October 26, 2010

Healthcare links

The pros and cons of ER posting wait times
A bit more in depth, but along the same lines of my earlier post here.
So these break down along the lines of people may be stupid and caregivers may be given bad incentives.  On the former, the concern is that people will opt for long drives or stay home because they are overly sensitive to waits. While I generally believe that it is never good to underestimate stupidity, this seems a bit much. As I said above, I am not sure that I would think to look at a Twitter feed when faced with a medical emergency. That is certainly clear if the emergency involved, say, chest pains. This really is about sprained vs broken ankles so this concern seems overstated.
 Operations Management at the Dr.'s Office
What is interesting is that a number of the approaches the article highlights are pretty basic recommendations from the OM tool box. For example, shifting work to less expensive staff (e.g., having nurses give flu shots) is simply moving work from the bottleneck to less constrained resources. Having patients complete registration before arriving at the clinic or reducing unnecessary follow ups are examples of moving activities off the critical path or eliminating non-value added work
 Vaccines – producing more by starting sooner
The idea behind the new technology is to do some pre-processing. Novartis will “develop a bank of synthetically constructed seed viruses ready to go into production as soon as the WHO identifies the flu strains”. In short, they will artificially create a bunch of potential viruses in the hope that one of them will turn out to be the useful one for production.
What will this extra time give them? The biggest advantage seems to be additional capacity. If a facility can make X doses per week, then adding 4 weeks to the schedule means 4x more doses for the season, pretty much with the same overhead as before.

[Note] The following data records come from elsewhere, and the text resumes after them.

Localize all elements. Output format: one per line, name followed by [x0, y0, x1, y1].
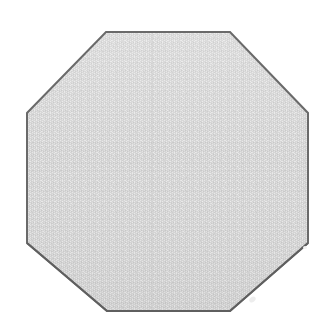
octagon-shading: [27, 32, 308, 311]
octagon-figure: [0, 0, 320, 331]
image-canvas: Regular octagon: [0, 0, 320, 331]
scan-band-right: [243, 32, 244, 311]
scan-band-left: [152, 32, 153, 311]
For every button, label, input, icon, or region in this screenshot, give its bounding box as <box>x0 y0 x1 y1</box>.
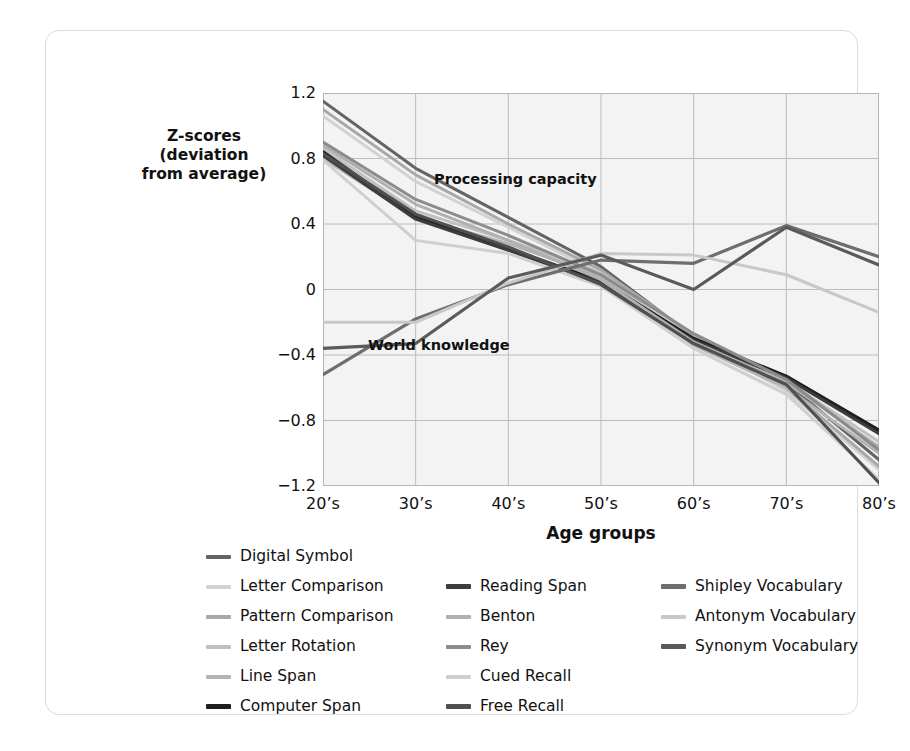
x-tick-label: 80’s <box>862 494 896 513</box>
legend-item-label: Benton <box>480 609 535 625</box>
legend-item-label: Line Span <box>240 669 316 685</box>
plot-area <box>323 93 879 486</box>
legend-item[interactable]: Letter Rotation <box>206 639 356 655</box>
legend-color-swatch <box>206 704 231 709</box>
legend-item[interactable]: Computer Span <box>206 699 361 715</box>
x-axis-title: Age groups <box>323 523 879 543</box>
x-axis-tick-labels: 20’s30’s40’s50’s60’s70’s80’s <box>323 492 879 518</box>
legend-item-label: Letter Rotation <box>240 639 356 655</box>
legend-item-label: Rey <box>480 639 509 655</box>
legend-item[interactable]: Rey <box>446 639 509 655</box>
legend-color-swatch <box>446 704 471 709</box>
legend-item-label: Reading Span <box>480 579 587 595</box>
legend-item[interactable]: Pattern Comparison <box>206 609 394 625</box>
legend-item-label: Antonym Vocabulary <box>695 609 856 625</box>
legend-item[interactable]: Shipley Vocabulary <box>661 579 843 595</box>
legend-color-swatch <box>206 675 231 679</box>
x-tick-label: 30’s <box>399 494 433 513</box>
annotation-processing-capacity: Processing capacity <box>434 171 597 187</box>
legend-item-label: Pattern Comparison <box>240 609 394 625</box>
legend-item-label: Cued Recall <box>480 669 571 685</box>
legend-color-swatch <box>206 645 231 649</box>
legend-color-swatch <box>446 615 471 619</box>
y-axis-tick-labels: 1.20.80.40−0.4−0.8−1.2 <box>244 93 316 486</box>
legend-item[interactable]: Reading Span <box>446 579 587 595</box>
x-tick-label: 50’s <box>584 494 618 513</box>
legend-color-swatch <box>206 555 231 559</box>
legend-color-swatch <box>446 645 471 649</box>
y-tick-label: −1.2 <box>246 478 316 494</box>
annotation-world-knowledge: World knowledge <box>368 337 510 353</box>
chart-legend: Digital SymbolLetter ComparisonPattern C… <box>206 549 896 719</box>
legend-item[interactable]: Synonym Vocabulary <box>661 639 858 655</box>
y-tick-label: −0.4 <box>246 347 316 363</box>
legend-color-swatch <box>661 584 686 589</box>
x-tick-label: 60’s <box>677 494 711 513</box>
plot-lines <box>323 93 879 486</box>
legend-item[interactable]: Letter Comparison <box>206 579 384 595</box>
legend-item[interactable]: Line Span <box>206 669 316 685</box>
legend-color-swatch <box>446 584 471 589</box>
y-tick-label: 0.8 <box>246 151 316 167</box>
y-tick-label: 1.2 <box>246 85 316 101</box>
legend-color-swatch <box>661 644 686 649</box>
x-tick-label: 40’s <box>491 494 525 513</box>
y-tick-label: 0.4 <box>246 216 316 232</box>
gridlines <box>323 93 879 486</box>
legend-color-swatch <box>446 675 471 679</box>
legend-item-label: Synonym Vocabulary <box>695 639 858 655</box>
legend-item-label: Computer Span <box>240 699 361 715</box>
x-tick-label: 20’s <box>306 494 340 513</box>
y-tick-label: 0 <box>246 282 316 298</box>
legend-item[interactable]: Benton <box>446 609 535 625</box>
legend-item[interactable]: Antonym Vocabulary <box>661 609 856 625</box>
legend-item-label: Digital Symbol <box>240 549 353 565</box>
legend-item[interactable]: Free Recall <box>446 699 564 715</box>
legend-color-swatch <box>206 615 231 619</box>
legend-item-label: Shipley Vocabulary <box>695 579 843 595</box>
legend-item[interactable]: Digital Symbol <box>206 549 353 565</box>
legend-color-swatch <box>661 615 686 619</box>
legend-item[interactable]: Cued Recall <box>446 669 571 685</box>
figure-card: Z-scores (deviation from average) 1.20.8… <box>45 30 858 715</box>
x-tick-label: 70’s <box>769 494 803 513</box>
legend-color-swatch <box>206 585 231 589</box>
y-tick-label: −0.8 <box>246 413 316 429</box>
legend-item-label: Letter Comparison <box>240 579 384 595</box>
legend-item-label: Free Recall <box>480 699 564 715</box>
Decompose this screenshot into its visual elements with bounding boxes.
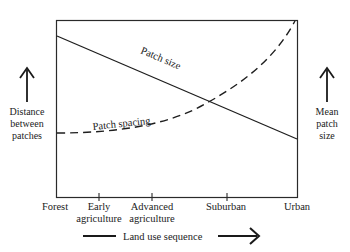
tick-label-early-2: agriculture [76, 213, 122, 224]
left-axis-label-line3: patches [12, 130, 42, 141]
left-up-arrow-icon [20, 68, 34, 102]
left-axis-label-line1: Distance [10, 106, 46, 117]
tick-label-advanced-2: agriculture [129, 213, 175, 224]
tick-label-early-1: Early [88, 201, 111, 212]
tick-label-forest: Forest [42, 201, 68, 212]
land-use-diagram: Patch size Patch spacing Distance betwee… [0, 0, 350, 252]
right-arrow-icon [218, 228, 259, 244]
left-axis-label-line2: between [10, 118, 43, 129]
plot-frame [57, 21, 298, 198]
patch-spacing-label: Patch spacing [92, 115, 152, 132]
x-axis-title: Land use sequence [123, 231, 203, 242]
right-up-arrow-icon [320, 68, 334, 102]
right-axis-label-line3: size [319, 130, 335, 141]
patch-spacing-curve [57, 21, 295, 133]
patch-size-label: Patch size [139, 45, 183, 72]
right-axis-label-line2: patch [316, 118, 338, 129]
tick-label-urban: Urban [284, 201, 311, 212]
tick-label-advanced-1: Advanced [131, 201, 174, 212]
tick-label-suburban: Suburban [206, 201, 247, 212]
right-axis-label-line1: Mean [316, 106, 339, 117]
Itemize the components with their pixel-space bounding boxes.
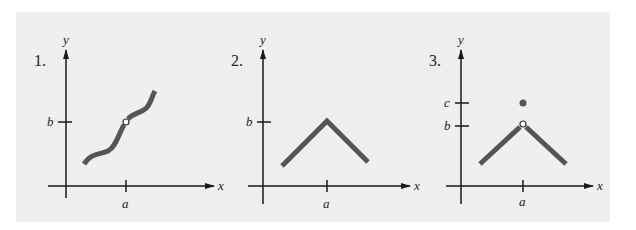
graph-number: 1. <box>34 52 46 69</box>
y-axis-label: y <box>258 32 266 47</box>
curve <box>282 121 368 166</box>
limits-figure: 1. y x b a 2. y x b a 3. y x c b a <box>0 0 636 230</box>
y-tick-label-c: c <box>444 95 450 110</box>
x-axis-label: x <box>596 178 603 193</box>
y-tick-label-b: b <box>444 118 451 133</box>
graph-3: 3. y x c b a <box>429 32 603 209</box>
y-tick-label-b: b <box>246 114 253 129</box>
graph-number: 2. <box>231 52 243 69</box>
y-tick-label-b: b <box>47 114 54 129</box>
curve <box>84 91 155 164</box>
x-axis-label: x <box>217 178 224 193</box>
graph-number: 3. <box>429 52 441 69</box>
filled-point <box>520 100 527 107</box>
x-tick-label-a: a <box>122 196 129 211</box>
graph-2: 2. y x b a <box>231 32 420 211</box>
open-point <box>520 121 526 127</box>
y-axis-label: y <box>456 32 464 47</box>
curve <box>480 127 566 164</box>
open-point <box>123 119 129 125</box>
x-tick-label-a: a <box>519 194 526 209</box>
x-tick-label-a: a <box>323 196 330 211</box>
graph-1: 1. y x b a <box>34 32 224 211</box>
x-axis-label: x <box>413 178 420 193</box>
y-axis-label: y <box>61 32 69 47</box>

No Company Can Rest on Previous Reputation for Quality and Responsiveness

 Johnson & Johnson's recent battle with quality issues:
J&J and its McNeill unit has had a rather difficult two years, and a sweeping look at all manufacturing and perhaps supply chain processes is the right move.  An overall revamping of all manufacturing operations is underway, including a new czar of manufacturing with an associated task team with sweeping organizational powers across all of J&J’s operating groups. The FDA also indicates that J&J faces additional close scrutiny and inspection by that agency. But the damage remains in millions of lost sales to date, over $100 million to upgrade McNeill’s plants, and uncertain consumer perceptions regarding brands.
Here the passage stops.